LombardPress-Web is the name we have given to one such completely different application that knows how to read this database. LombardPress-Web queries this data for the information it needs and then displays the results and the text in a web environment for interested readers to read and search.

I’ll turn to some examples of this momentarily, but I want to stop here and emphasize how this addresses the above problem. When you visit the LombardPress-Web platform, it may look and feel as though you are visiting a website on a server that contains lots of texts and images.

But in actual fact, the server that displays this data contains no text or images. It simply knows how to request this information from the completely separate and publicly accessible SCTA database.

This means the text you see on one website is not locked or siloed in that website. Anyone else can build their own application or website that simply queries for the information they want and then displays it the way that seems best to them.

So, in the case of our collaboration with the GRPL, it would be a shame for each project to be re-editing and re-encoding the same text. Nevertheless I think we have both made really interesting websites and it would be a shame to force all our editions to be viewed in one and only one reading environment.

Instead, it would be ideal if we could commit to separating our editions from being locked into one print version, one website, or one presentational form.

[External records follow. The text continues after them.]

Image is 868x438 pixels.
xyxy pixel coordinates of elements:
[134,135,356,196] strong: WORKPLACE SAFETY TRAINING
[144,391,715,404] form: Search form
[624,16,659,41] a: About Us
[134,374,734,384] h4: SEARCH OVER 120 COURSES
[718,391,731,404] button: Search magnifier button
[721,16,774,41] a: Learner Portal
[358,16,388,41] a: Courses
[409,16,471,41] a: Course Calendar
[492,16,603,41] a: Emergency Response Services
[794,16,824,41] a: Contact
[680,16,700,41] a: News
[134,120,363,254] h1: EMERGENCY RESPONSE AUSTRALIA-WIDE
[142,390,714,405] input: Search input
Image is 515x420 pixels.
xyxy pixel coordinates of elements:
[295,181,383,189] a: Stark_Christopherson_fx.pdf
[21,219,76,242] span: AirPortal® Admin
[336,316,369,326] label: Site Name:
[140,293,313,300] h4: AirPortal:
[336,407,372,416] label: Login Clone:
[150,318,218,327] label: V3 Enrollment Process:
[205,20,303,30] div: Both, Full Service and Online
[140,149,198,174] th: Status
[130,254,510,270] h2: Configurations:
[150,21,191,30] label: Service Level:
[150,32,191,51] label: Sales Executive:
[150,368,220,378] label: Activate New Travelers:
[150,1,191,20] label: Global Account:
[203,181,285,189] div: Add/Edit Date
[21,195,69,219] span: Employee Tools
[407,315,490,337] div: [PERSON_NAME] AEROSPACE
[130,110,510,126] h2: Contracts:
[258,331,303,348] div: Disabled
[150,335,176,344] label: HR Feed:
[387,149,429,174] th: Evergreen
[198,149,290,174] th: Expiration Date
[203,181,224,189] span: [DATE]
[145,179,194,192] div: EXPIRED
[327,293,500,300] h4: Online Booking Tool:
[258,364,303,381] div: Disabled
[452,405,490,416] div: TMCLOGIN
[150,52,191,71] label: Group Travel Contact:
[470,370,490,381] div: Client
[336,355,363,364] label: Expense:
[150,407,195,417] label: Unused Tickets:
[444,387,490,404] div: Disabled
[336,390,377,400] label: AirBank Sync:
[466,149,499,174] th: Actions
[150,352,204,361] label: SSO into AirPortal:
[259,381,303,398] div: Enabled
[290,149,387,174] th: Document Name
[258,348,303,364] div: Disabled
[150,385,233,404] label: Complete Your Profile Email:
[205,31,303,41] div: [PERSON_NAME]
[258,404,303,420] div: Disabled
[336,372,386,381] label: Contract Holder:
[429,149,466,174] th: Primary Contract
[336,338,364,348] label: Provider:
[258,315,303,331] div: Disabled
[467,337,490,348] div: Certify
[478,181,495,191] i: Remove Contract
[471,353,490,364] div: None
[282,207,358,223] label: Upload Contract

By abstracting our editions from their presentational form, we can, through our collective editorial work, contribute to a single connected corpus, from which we can request any information we want and then render or display that information in any format that suits our purposes or needs.

Examples and Demonstrations

With that in mind let me close by offering some examples of how this kind of data re-use works in our case.

LombardPress Print

First, it should be emphasized again that our approach is in no way opposed to the goal of creating beautiful traditional print books. Here are some examples of the output we can produce.

However, what we do want to insist on is that, in the process of creating a great book, we need to prioritize the creation of great data before focusing on how that data will be displayed in a printed format. When we commit to creating great semantically encoded, machine readable data, we can automatically create beautiful books and simultaneously enable other kinds of possibilities.

Database Build

The screen shot below is an example of what we can do, once our editions are “semantically” encoded and machine readable. This program is crawling all of the files that are used to create print editions. As it crawls this data it is constructing a database that can be used as a service by other applications.

dbbuild

Database Visualization

The result of crawling these documents can be viewed in our database visualization at http://scta.info.

db-result

LombardPress Web

This database becomes a service that makes multiple web applications possible. One such application is the LombardPress web publication framework. LombardPress is simply one application that knows how to query the underlying public database for the information it needs in order to create a unique reading environment. See for example: http://scta.lombardpress.org.

Mirador

But the important point is that this information is not locked into the the LombardPress application. Other applications can also request information from the same public database and create alternative reading environments. One such example is Mirador. See for example: http://miradorlab.scta.info and http://projectmirador.org

SCTA Statistics

Another application can choose to display abstract statistics rather than texts.

Basic System Overview

Below is a basic visualization of the separation of core services from applications that ultimately display information to the end user.